The town of 5000 is to get up to 17 new pedestrian crossings under the proposals.
Bishop said safer connectivity was fantastic in principle, for junior and senior citizens alike.
However, he took issue with aspects of the proposals, and said the council had tried to rush these through without a wider public council meeting or adequate community consultation.
The township needed to get the best value it could from the project through improving current risk areas – rather than working on what was not broken.
Bishop said KDC needed to first work with Waka Kotahi New Zealand Transport Agency on Dargaville’s worst intersection - SH12/Normanby Street and Hokianga Road - which was not part of the connectivity proposals.
The intersection, he said, had an existing unsatisfactory crossing that had to be navigated by children, the elderly and many others.
Greenways Trust Day programme facilitator Marie Birkenhead agreed the intersection’s crossing was dangerous.
“Every time I see anybody in our community on that crossing, I think, ‘Oh, they’re taking their lives in their hands’,” Birkenhead said.
Birkenhead works with intellectually challenged people at the trust in the old Dargaville post office at the intersection.

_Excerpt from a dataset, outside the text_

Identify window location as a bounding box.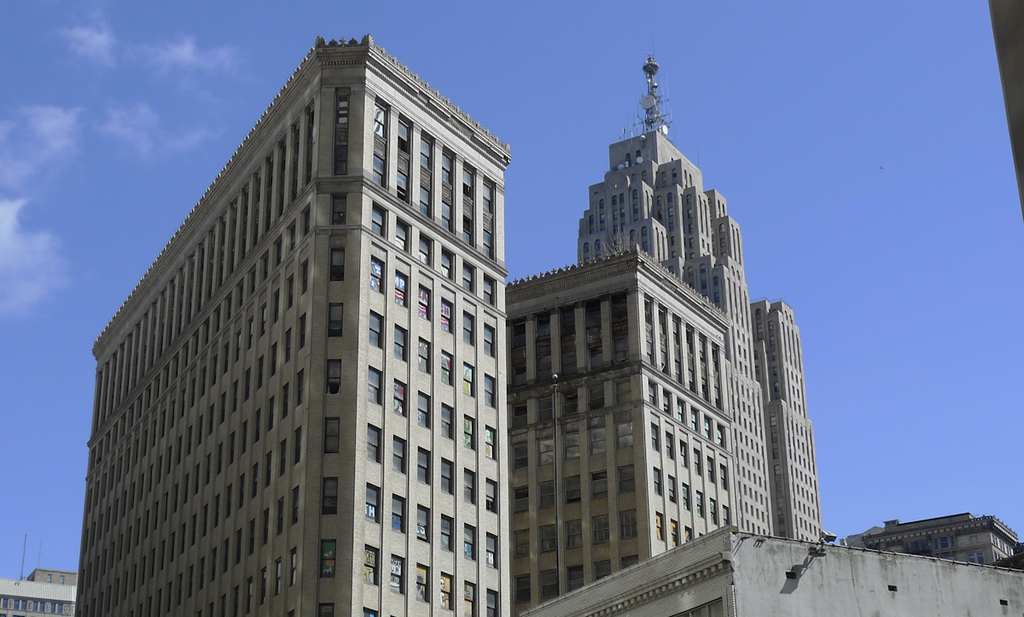
detection(388, 493, 403, 531).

She said a trust participant had been knocked off his bike on the crossing while coming back from the town centre.
Birkenhead said intersection traffic regularly exceeded the speed limit, and there had been a number of near misses generally, too.
As many as 30 logging trucks traversed the crossing daily, as well as milk tankers, stock trucks, gravel trucks and fertiliser trucks.
The Dargaville duo said a roundabout or lights would be safer intersection options and would be a better way to spend funds directed towards the KDC connectivity effort.
Northland Transportation Alliance (NTA) general manager Calvin Thomas said KDC would be working with Waka Kotahi to improve the intersection.
Thomas said changes at this intersection had not been part of proposed transport corridor improvement options as it already had a crossing and was not considered a direct school travel route.
Birkenhead took issue with this. She said the crossing was no longer fit for purpose or safe, with now-prevailing traffic conditions.
Thomas said proposed connectivity routes had been developed to align with the transport choices programme’s goal to support safe, green and healthy school travel.
“The proposed design options provide the most direct routes to schools,” Thomas said.
Thomas said KDC did a month’s targeted communication and engagement with key stakeholders, a Dargaville Primary School workshop, hosted drop-in sessions and invited community feedback.
He said consultation feedback would be presented at a public KDC briefing meeting on September 6. Community feedback would come after that.
A proposed semi-protected cycleways going through the town centre’s main Victoria Street also drew criticism from Bishop.
“That street’s too busy - the cycleway should bypass the city centre on the river side of Victoria Street, from Countdown in the east to the band rotunda in the west,” Bishop said.
Waka Kotahi urban mobility manager Kathryn King said the Government’s $348m transport choices programme was part of New Zealand moving towards a low-emissions, climate-resilient future.
She did not respond specifically to questions about the SH12/Normanby Street and Hokianga Road intersection.
Waka Kotahi was working with 46 councils nationally to quickly provide more transport options.
Local Democracy Reporting is Public Interest Journalism funded through NZ On Air.